This post was triggered by an article I read recently about Apple Inc's Cloud Ambitions. Apple is building one of the world's largest data centers' -- however they have not officially indicated a purpose or motivation. Microsoft has also embarked on a similar data centre venture (potentially to support their Azure platform). Google has its App Engine, Amazon has EC2. Adobe and Yahoo are wandering on the outer-rim, but with no firm roadmaps. There are a whole stack of other domain specific platforms out there as well (SAP, Oracle, SalesForce to name a few).
Currently, we are still in the pre-beta land for these cloudy ambitions. In another 5-7 years, these platforms will be mature. I'm going to be bold and predict that you will get the following from each vendor:
* A fully integrated IDE (one that will plug into the cloud, potentially running directly on the cloud -- i.e. runs within a web browser)
* A mature API stack (significantly more mature than what we currently have -- potentially domain specific maturity as well)
* A database system (to store/retrieve data -- file systems etc.)
* Language support for: Java, C#/VB.net, C and Python [others maybe -- but will certainly have to target either the JVM or the .NET CLI]. If Apple joins the fray at this level, expect Objective-C as well.
* Legal/deployment terms that will work for a number of different commercial domains (even finance and govt.).
* Services that will allow export of data stored on the cloud (e.g. GMail offers the ability to pull down all email to a local client if you want).
---
Why only a few languages? Cloud architectures rely on a method to distribute execution of code across multiple machines -- currently we have maturish platforms that will execute Java and C# applications. Support for other languages may never get the funding needed (esp. given the current financial climate) and hence will stay within academia or within a small group of enthusiasts. For a new language to take off, it has to offer something much much more. Java has a very large library pool built over the last decade (its core strenght), C# has 20k engineers just at Microsoft, it also has some strong language features.
What does it mean for software development? New projects will start to consider a cloud platform and very likely get locked in (kinda like they do now, if they choose SQL Server, .NET/Java, Oracle etc.). The key difference will be obvious in the Job ads -- companies will want Azure experience or Google App. Engine experience with knowledge of a certain set of API/libraries.
One of the largest change that I expect to see will be in the way we interact with database management systems. Currently, developers still have to be careful with the way they write queries and how they store data (i.e. the data structure). However, my personal experience has been that over the last 10 years -- developers have be able to get sloppy with the way they program because machines are fast and most developers are now able to get away with in-efficient code. This will now extend into the data-structure and query world in the cloud. If you have Google like retreival at your finger-tips, why bother thinking through your database schema at any level of depth? Do queries matter that much -- just throw keywords and guess till it starts to get the rightish data back. There are still going to be a few aspects that need a bit more attention, but nothing like we do now.
Once the clouds start to spread, the biggest change will be to current "PC" industry. In another 5-10 years, many more TVs, iPods, Mobile phones, Automobiles will have a full internet connectivity, quick CPUs, very likely a sizeable hard-disk and ability to hook into the cloud (turned on the default). The question is, will we still need a separate desktop PC at home?, for what purpose? If you thinking gaming ... consoles have already won this battle -- PC only games are no longer a growth market.
Good news: There will be plenty of work as we migrate legacy applications into the cloud. New innovations.
Bad news: More learning (hopefully, this will last our careers)
3 comments:
I don't believe that cloud computing will make developers sloppier coders. At least for Azure, developers are charged via a pricing model that is very tightly bound to resource consumption. So if you consume more, you pay more. So it seems that being lazy and consuming just because you can will smack you right in the hip-pocket, which I doubt management will appreciate much.
Good point Daniel, I did think about this resource cost issue, but looking at how little Amazon EC2 is currently charging for CPU/Bandwidth/Disk use -- I fear that cost benefit issue will just not be worth it.
Interestingly, the scale is what eventually makes it worthwhile. Companies like Google count the number of bytes and continuously aim to keep that value low -- makes sense when your home page is served a couple of billion times every day.
-- rv
This article is matching with my thought, and i am happy with you so thanks allot for shearing this blog.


## [TASK BRIEF]
Retype all data exactly as given. Pictures should not be retyped.

## [TASK INPUTS]
▼▼▼
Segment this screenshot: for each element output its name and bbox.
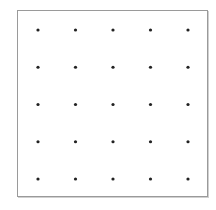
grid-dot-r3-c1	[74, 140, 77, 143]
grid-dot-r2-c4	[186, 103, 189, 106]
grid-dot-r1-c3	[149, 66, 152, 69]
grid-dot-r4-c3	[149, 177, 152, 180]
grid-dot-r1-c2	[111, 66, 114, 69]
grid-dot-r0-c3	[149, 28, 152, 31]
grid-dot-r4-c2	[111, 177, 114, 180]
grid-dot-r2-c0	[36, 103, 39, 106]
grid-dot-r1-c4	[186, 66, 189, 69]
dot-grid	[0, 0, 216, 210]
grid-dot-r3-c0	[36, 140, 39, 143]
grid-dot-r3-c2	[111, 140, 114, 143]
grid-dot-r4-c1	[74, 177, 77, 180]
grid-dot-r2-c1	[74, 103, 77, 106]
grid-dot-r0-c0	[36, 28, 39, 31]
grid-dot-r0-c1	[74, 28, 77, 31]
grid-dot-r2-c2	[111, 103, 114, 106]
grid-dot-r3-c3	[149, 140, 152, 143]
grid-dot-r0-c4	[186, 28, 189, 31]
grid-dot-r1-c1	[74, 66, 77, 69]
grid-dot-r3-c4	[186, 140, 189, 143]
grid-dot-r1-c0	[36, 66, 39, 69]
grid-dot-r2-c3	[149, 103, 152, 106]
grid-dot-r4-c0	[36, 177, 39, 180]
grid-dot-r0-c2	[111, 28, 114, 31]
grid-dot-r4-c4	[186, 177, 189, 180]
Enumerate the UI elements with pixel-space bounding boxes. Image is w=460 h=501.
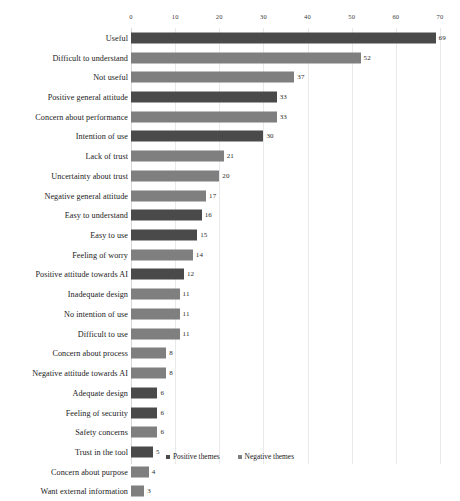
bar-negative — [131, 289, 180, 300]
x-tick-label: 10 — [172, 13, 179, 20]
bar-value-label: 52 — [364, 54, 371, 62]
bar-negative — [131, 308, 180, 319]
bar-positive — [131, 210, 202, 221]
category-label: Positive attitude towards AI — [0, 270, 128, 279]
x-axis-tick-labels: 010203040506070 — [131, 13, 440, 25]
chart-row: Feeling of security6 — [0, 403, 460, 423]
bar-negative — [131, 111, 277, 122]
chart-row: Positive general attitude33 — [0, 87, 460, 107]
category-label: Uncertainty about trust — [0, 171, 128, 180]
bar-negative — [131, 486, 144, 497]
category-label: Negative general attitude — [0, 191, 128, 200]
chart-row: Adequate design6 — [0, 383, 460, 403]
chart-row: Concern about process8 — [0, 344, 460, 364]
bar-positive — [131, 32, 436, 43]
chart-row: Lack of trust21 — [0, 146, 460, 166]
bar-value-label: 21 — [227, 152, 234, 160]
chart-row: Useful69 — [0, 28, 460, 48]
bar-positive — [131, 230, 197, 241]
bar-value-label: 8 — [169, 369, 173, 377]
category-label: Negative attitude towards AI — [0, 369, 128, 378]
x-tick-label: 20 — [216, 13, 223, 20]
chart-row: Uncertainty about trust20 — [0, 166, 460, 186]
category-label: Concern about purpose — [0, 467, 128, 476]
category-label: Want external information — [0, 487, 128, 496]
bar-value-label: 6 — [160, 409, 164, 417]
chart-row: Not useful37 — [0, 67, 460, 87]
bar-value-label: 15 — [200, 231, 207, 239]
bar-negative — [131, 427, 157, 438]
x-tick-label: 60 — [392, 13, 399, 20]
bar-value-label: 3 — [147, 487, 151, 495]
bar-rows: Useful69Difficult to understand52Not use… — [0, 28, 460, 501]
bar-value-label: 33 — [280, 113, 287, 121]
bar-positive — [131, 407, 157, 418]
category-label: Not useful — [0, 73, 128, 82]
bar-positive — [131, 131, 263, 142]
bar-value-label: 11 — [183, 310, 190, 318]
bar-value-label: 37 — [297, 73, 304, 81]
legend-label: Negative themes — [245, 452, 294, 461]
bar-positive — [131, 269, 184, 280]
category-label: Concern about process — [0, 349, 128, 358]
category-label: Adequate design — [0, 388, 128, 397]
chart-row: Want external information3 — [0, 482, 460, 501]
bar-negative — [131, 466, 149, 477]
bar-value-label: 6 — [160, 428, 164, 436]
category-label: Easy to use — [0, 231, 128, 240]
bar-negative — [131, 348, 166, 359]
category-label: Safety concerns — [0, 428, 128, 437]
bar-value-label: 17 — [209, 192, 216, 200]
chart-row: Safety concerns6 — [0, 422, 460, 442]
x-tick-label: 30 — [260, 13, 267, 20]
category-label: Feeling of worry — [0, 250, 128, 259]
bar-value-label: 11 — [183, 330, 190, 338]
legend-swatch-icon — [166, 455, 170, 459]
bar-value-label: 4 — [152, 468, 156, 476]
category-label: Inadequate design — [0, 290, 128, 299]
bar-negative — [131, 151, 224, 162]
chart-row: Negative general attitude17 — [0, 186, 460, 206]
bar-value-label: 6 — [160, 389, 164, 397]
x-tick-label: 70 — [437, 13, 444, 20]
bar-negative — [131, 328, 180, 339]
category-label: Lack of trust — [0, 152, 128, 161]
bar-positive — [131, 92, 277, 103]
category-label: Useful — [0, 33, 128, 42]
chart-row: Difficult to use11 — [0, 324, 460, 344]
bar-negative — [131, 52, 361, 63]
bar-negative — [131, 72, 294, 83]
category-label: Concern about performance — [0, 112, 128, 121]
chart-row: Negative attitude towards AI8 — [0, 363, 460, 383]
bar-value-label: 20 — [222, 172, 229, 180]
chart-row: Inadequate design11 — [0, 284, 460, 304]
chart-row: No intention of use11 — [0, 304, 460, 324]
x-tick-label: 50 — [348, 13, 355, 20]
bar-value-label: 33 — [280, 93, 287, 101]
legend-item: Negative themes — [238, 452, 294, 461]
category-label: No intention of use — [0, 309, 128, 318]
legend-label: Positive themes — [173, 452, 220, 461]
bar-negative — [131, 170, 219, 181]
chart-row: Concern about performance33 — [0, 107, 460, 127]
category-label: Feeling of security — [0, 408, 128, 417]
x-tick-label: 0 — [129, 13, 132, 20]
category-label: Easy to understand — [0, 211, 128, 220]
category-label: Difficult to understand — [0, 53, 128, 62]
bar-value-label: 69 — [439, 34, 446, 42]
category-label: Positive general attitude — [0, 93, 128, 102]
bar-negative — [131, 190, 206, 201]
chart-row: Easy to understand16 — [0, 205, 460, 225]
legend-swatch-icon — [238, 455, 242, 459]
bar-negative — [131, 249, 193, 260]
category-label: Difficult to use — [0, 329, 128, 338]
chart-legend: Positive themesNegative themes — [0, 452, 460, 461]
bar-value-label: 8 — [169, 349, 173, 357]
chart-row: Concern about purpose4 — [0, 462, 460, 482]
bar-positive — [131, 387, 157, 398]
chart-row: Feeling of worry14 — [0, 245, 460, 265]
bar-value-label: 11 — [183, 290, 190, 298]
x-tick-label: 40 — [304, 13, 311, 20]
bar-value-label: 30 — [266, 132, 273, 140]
▲▲▲
## [TASK ANSWER]
Segment this screenshot: for each element output its name and bbox.
grid-dot-r3-c1	[74, 140, 77, 143]
grid-dot-r2-c4	[186, 103, 189, 106]
grid-dot-r1-c3	[149, 66, 152, 69]
grid-dot-r4-c3	[149, 177, 152, 180]
grid-dot-r1-c2	[111, 66, 114, 69]
grid-dot-r0-c3	[149, 28, 152, 31]
grid-dot-r4-c2	[111, 177, 114, 180]
grid-dot-r2-c0	[36, 103, 39, 106]
grid-dot-r1-c4	[186, 66, 189, 69]
dot-grid	[0, 0, 216, 210]
grid-dot-r3-c0	[36, 140, 39, 143]
grid-dot-r3-c2	[111, 140, 114, 143]
grid-dot-r4-c1	[74, 177, 77, 180]
grid-dot-r2-c1	[74, 103, 77, 106]
grid-dot-r0-c0	[36, 28, 39, 31]
grid-dot-r0-c1	[74, 28, 77, 31]
grid-dot-r2-c2	[111, 103, 114, 106]
grid-dot-r3-c3	[149, 140, 152, 143]
grid-dot-r0-c4	[186, 28, 189, 31]
grid-dot-r1-c1	[74, 66, 77, 69]
grid-dot-r3-c4	[186, 140, 189, 143]
grid-dot-r1-c0	[36, 66, 39, 69]
grid-dot-r2-c3	[149, 103, 152, 106]
grid-dot-r4-c0	[36, 177, 39, 180]
grid-dot-r0-c2	[111, 28, 114, 31]
grid-dot-r4-c4	[186, 177, 189, 180]
Enumerate the UI elements with pixel-space bounding boxes. Image is w=460 h=501.
bar-negative — [131, 289, 180, 300]
x-tick-label: 10 — [172, 13, 179, 20]
bar-value-label: 52 — [364, 54, 371, 62]
bar-negative — [131, 308, 180, 319]
bar-positive — [131, 210, 202, 221]
category-label: Positive attitude towards AI — [0, 270, 128, 279]
x-axis-tick-labels: 010203040506070 — [131, 13, 440, 25]
chart-row: Feeling of security6 — [0, 403, 460, 423]
bar-negative — [131, 111, 277, 122]
chart-row: Positive general attitude33 — [0, 87, 460, 107]
category-label: Uncertainty about trust — [0, 171, 128, 180]
bar-negative — [131, 486, 144, 497]
category-label: Negative general attitude — [0, 191, 128, 200]
chart-row: Adequate design6 — [0, 383, 460, 403]
chart-row: Concern about process8 — [0, 344, 460, 364]
bar-positive — [131, 32, 436, 43]
chart-row: Lack of trust21 — [0, 146, 460, 166]
bar-value-label: 21 — [227, 152, 234, 160]
chart-row: Useful69 — [0, 28, 460, 48]
bar-positive — [131, 230, 197, 241]
bar-value-label: 8 — [169, 369, 173, 377]
category-label: Negative attitude towards AI — [0, 369, 128, 378]
x-tick-label: 20 — [216, 13, 223, 20]
chart-row: Uncertainty about trust20 — [0, 166, 460, 186]
category-label: Concern about purpose — [0, 467, 128, 476]
category-label: Want external information — [0, 487, 128, 496]
bar-value-label: 6 — [160, 409, 164, 417]
chart-row: Not useful37 — [0, 67, 460, 87]
bar-value-label: 15 — [200, 231, 207, 239]
bar-negative — [131, 427, 157, 438]
x-tick-label: 60 — [392, 13, 399, 20]
bar-value-label: 3 — [147, 487, 151, 495]
bar-rows: Useful69Difficult to understand52Not use… — [0, 28, 460, 501]
bar-value-label: 33 — [280, 113, 287, 121]
bar-positive — [131, 407, 157, 418]
category-label: Not useful — [0, 73, 128, 82]
bar-positive — [131, 131, 263, 142]
bar-value-label: 11 — [183, 310, 190, 318]
bar-value-label: 37 — [297, 73, 304, 81]
legend-label: Negative themes — [245, 452, 294, 461]
bar-positive — [131, 269, 184, 280]
category-label: Concern about process — [0, 349, 128, 358]
category-label: Adequate design — [0, 388, 128, 397]
chart-row: Want external information3 — [0, 482, 460, 501]
bar-negative — [131, 466, 149, 477]
bar-value-label: 6 — [160, 428, 164, 436]
category-label: Easy to use — [0, 231, 128, 240]
bar-negative — [131, 348, 166, 359]
category-label: Safety concerns — [0, 428, 128, 437]
bar-value-label: 17 — [209, 192, 216, 200]
chart-row: Safety concerns6 — [0, 422, 460, 442]
x-tick-label: 30 — [260, 13, 267, 20]
category-label: Feeling of worry — [0, 250, 128, 259]
bar-value-label: 11 — [183, 330, 190, 338]
legend-swatch-icon — [166, 455, 170, 459]
bar-value-label: 4 — [152, 468, 156, 476]
category-label: Inadequate design — [0, 290, 128, 299]
bar-negative — [131, 151, 224, 162]
chart-row: Negative general attitude17 — [0, 186, 460, 206]
bar-value-label: 6 — [160, 389, 164, 397]
x-tick-label: 70 — [437, 13, 444, 20]
bar-negative — [131, 328, 180, 339]
category-label: Lack of trust — [0, 152, 128, 161]
bar-positive — [131, 92, 277, 103]
category-label: Useful — [0, 33, 128, 42]
chart-row: Difficult to use11 — [0, 324, 460, 344]
bar-negative — [131, 52, 361, 63]
bar-negative — [131, 72, 294, 83]
category-label: Concern about performance — [0, 112, 128, 121]
chart-row: Negative attitude towards AI8 — [0, 363, 460, 383]
bar-value-label: 20 — [222, 172, 229, 180]
chart-row: Inadequate design11 — [0, 284, 460, 304]
chart-row: No intention of use11 — [0, 304, 460, 324]
x-tick-label: 50 — [348, 13, 355, 20]
bar-value-label: 33 — [280, 93, 287, 101]
legend-item: Negative themes — [238, 452, 294, 461]
category-label: No intention of use — [0, 309, 128, 318]
legend-label: Positive themes — [173, 452, 220, 461]
bar-negative — [131, 170, 219, 181]
chart-row: Concern about performance33 — [0, 107, 460, 127]
category-label: Feeling of security — [0, 408, 128, 417]
x-tick-label: 0 — [129, 13, 132, 20]
category-label: Easy to understand — [0, 211, 128, 220]
category-label: Difficult to understand — [0, 53, 128, 62]
bar-value-label: 69 — [439, 34, 446, 42]
category-label: Positive general attitude — [0, 93, 128, 102]
bar-negative — [131, 190, 206, 201]
chart-row: Easy to understand16 — [0, 205, 460, 225]
legend-swatch-icon — [238, 455, 242, 459]
bar-negative — [131, 249, 193, 260]
category-label: Difficult to use — [0, 329, 128, 338]
chart-legend: Positive themesNegative themes — [0, 452, 460, 461]
bar-value-label: 8 — [169, 349, 173, 357]
chart-row: Concern about purpose4 — [0, 462, 460, 482]
bar-positive — [131, 387, 157, 398]
chart-row: Feeling of worry14 — [0, 245, 460, 265]
bar-value-label: 11 — [183, 290, 190, 298]
x-tick-label: 40 — [304, 13, 311, 20]
bar-value-label: 30 — [266, 132, 273, 140]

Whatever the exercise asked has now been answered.